The European Spallation Source (ESS) will be a multi-disciplinary research laboratory based on the world’s most powerful neutron source. ESS can be likened to a large microscope, where neutrons are used instead of light to study materials – ranging from polymers and pharmaceuticals to membranes and molecules – to gain knowledge about their structure and function. ESS will be up to 100 times better than existing facilities, opening up new possibilities for researchers in for example health, environment, climate, energy, transport sciences and cultural heritage.

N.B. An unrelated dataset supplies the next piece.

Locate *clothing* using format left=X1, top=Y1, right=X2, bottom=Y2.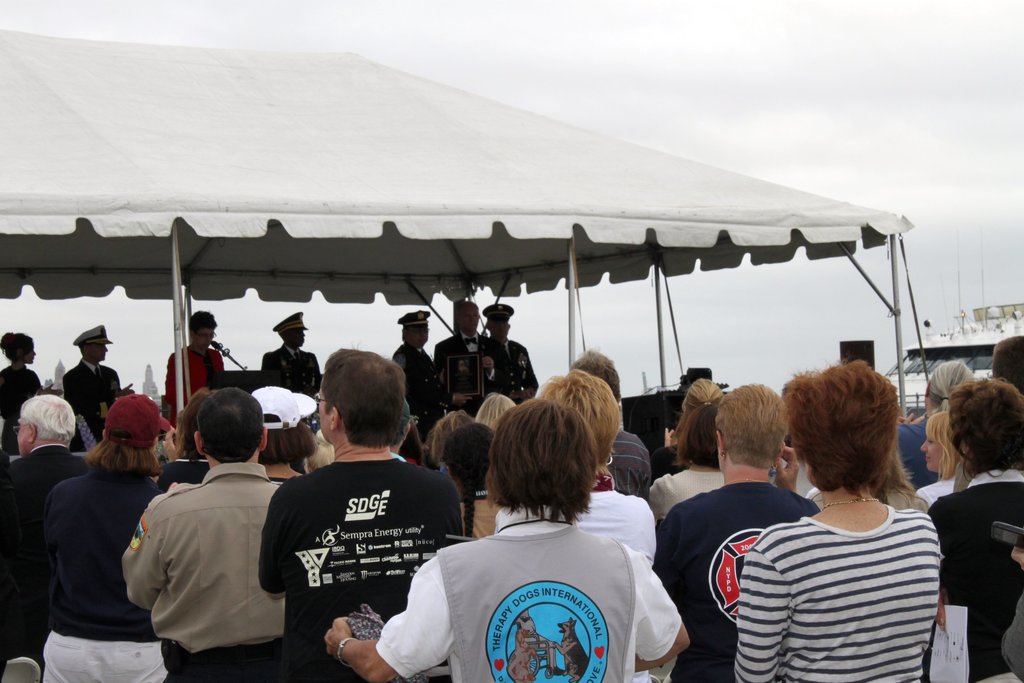
left=0, top=439, right=86, bottom=682.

ESS is an intergovernmental research infrastructure project, and it will be built in Lund in southern Scandinavia. At least 17 European countries will take part in the construction, financing and operation of the ESS. Sweden and Denmark will co-host the ESS and cover 50 percent of the 1,4 B€ investment costs and 20 percent of the operating costs together with the Nordic and Baltic states.

The European Spallation Source ESS AB is a public limited company, today owned by the Swedish and the Danish states. ESS AB is currently working on finalizing the ESS technical design, planning the future research at ESS, preparing for construction, and planning the future international ESS organisation. This is done in collaboration with a large number of international research institutes and laboratories. Construction is expected to start in 2013, the first neutrons to be produced in 2019 and the facility to be fully operational around 2025.

ESS is expected to support a user community of at least 5000 European researchers and will have great strategic importance for the development of the European Research Area. Near by there will be complementary laboratories, such as the synchrotron MAX IV in Lund and XFEL and PETRAIII in Hamburg.